The US Department of Justice and the chairman of the country’s regulator, the FCC, have approved the Charter/Time Warner Cable/Bright House Networks mega-merger — with conditions.

All three of these will be seven-year conditions meant to provide additional protection for new forms of video programming services offered over the Internet.
“Based on imposed conditions that will ensure a competitive video marketplace and increase broadband deployment, an order recommending that the Charter/Time Warner Cable/Bright House Networks transaction be approved has circulated to the Commissioners,” said FCC Chairman Tom Wheeler. “As proposed, the order outlines a number of conditions in place for seven years that will directly benefit consumers by bringing and protecting competition to the video marketplace and increasing broadband deployment.”
The conditions also include a provision that the New Charter build an additional two million customer locations out with high-speed Internet connections (25Mbps or faster). At least one million of those connections must be in direct competition with another high-speed broadband provider in the market served, bringing competition and, the FCC said, demonstrating “the viability of one broadband provider overbuilding another”.

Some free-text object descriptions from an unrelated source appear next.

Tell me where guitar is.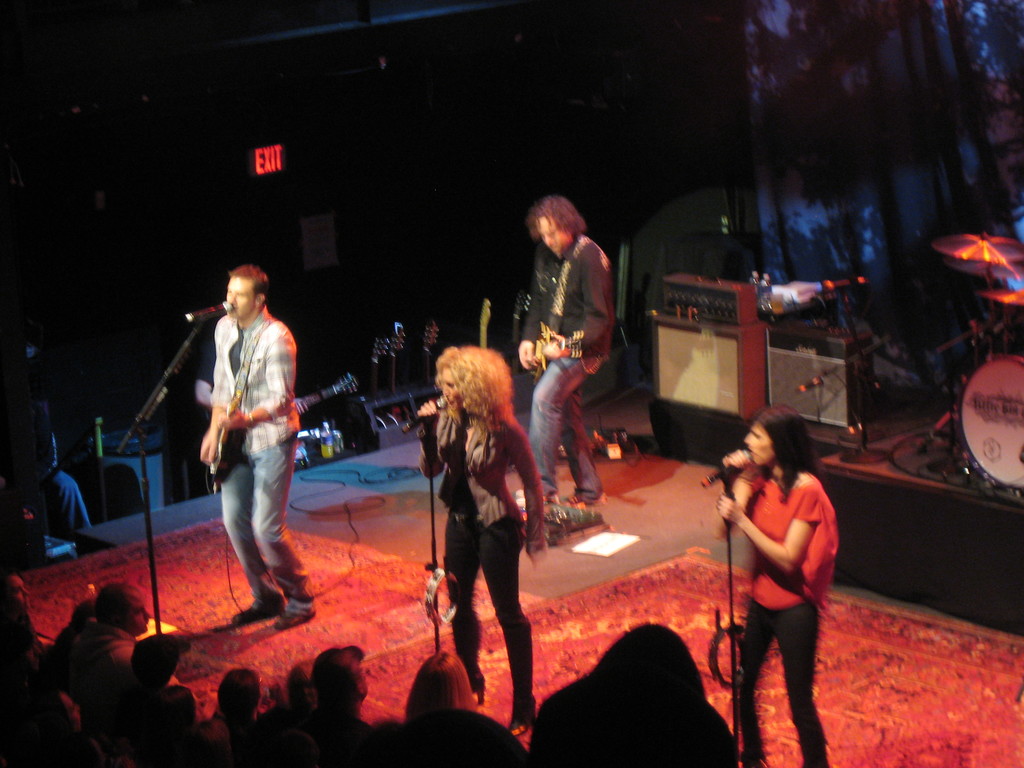
guitar is at rect(525, 326, 597, 372).
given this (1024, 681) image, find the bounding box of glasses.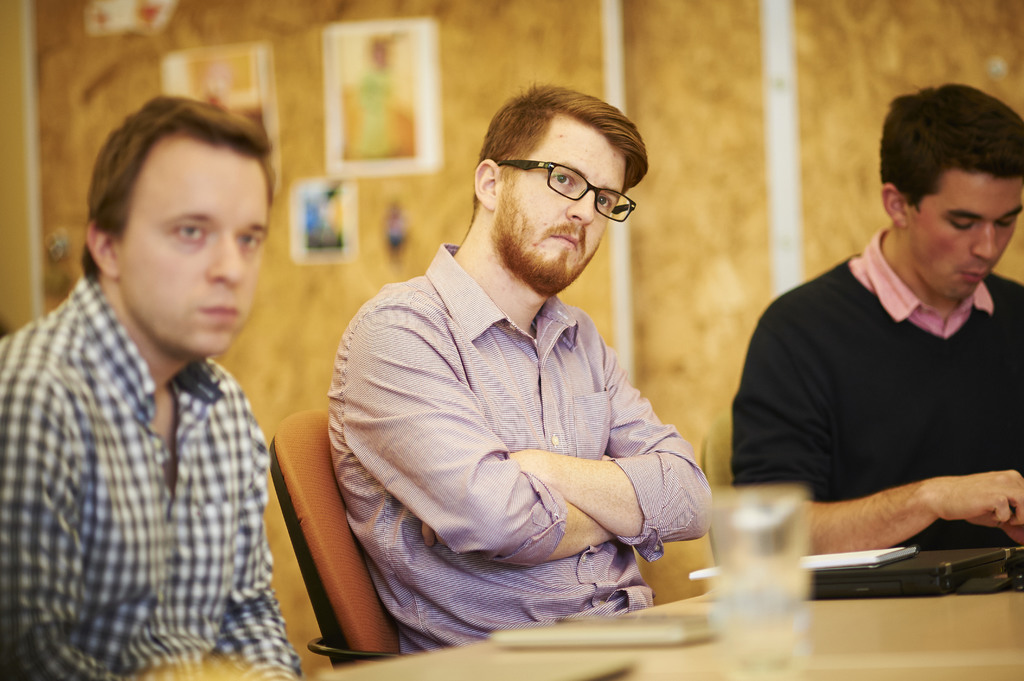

“Importantly, we will require an independent monitor to help ensure compliance with these and other proposed conditions,” Wheeler said. “These strong measures will protect consumers, expand high-speed
broadband availability, and increase competition.”
New Charter will combine the fourth, seventh and tenth largest MVPDs in the country. By combining TWC's 11-million strong base with Charter's 4.1 million and Bright House's two million, the new Charter will have 17 million pay-TV subscribers and 18.8 million broadband customers. The top four MVPDs will control 79% of the nationwide pay-TV market, measured in terms of subscribers. And the top three alone, according to SNL Kagan, "will control two-thirds of the video delivery universe”.
IBISWorld estimates that the top five players — Comcast, TWC, Cox, Charter and Cablevision — generate about 84.1% of industry revenue.
"What is unclear is whether the merger will lead to better services or faster streaming for customers, or whether it will stem the exodus away from cable providers towards pure stream services," SNL Kagan noted.
Charter has said that it would use its new-found scale to build out faster broadband for subscribers; launch an improved cable TV interface; and wider availability of public Wi-Fi. It also stressed that it would invest in innovation that would benefit consumers.
Opponents argue that the Charter deal will stifle competition from innovative streaming services, decrease opportunities for independent, diverse programmers, reduce competition across a range of related technologies, and increase costs for consumers, all while bringing even worse customer service. These are obviously what the conditions are meant to address.
Wheeler has circulated an order for the merger approval to the other FCC commissioners, who will need to green light the deal for it to become official-official.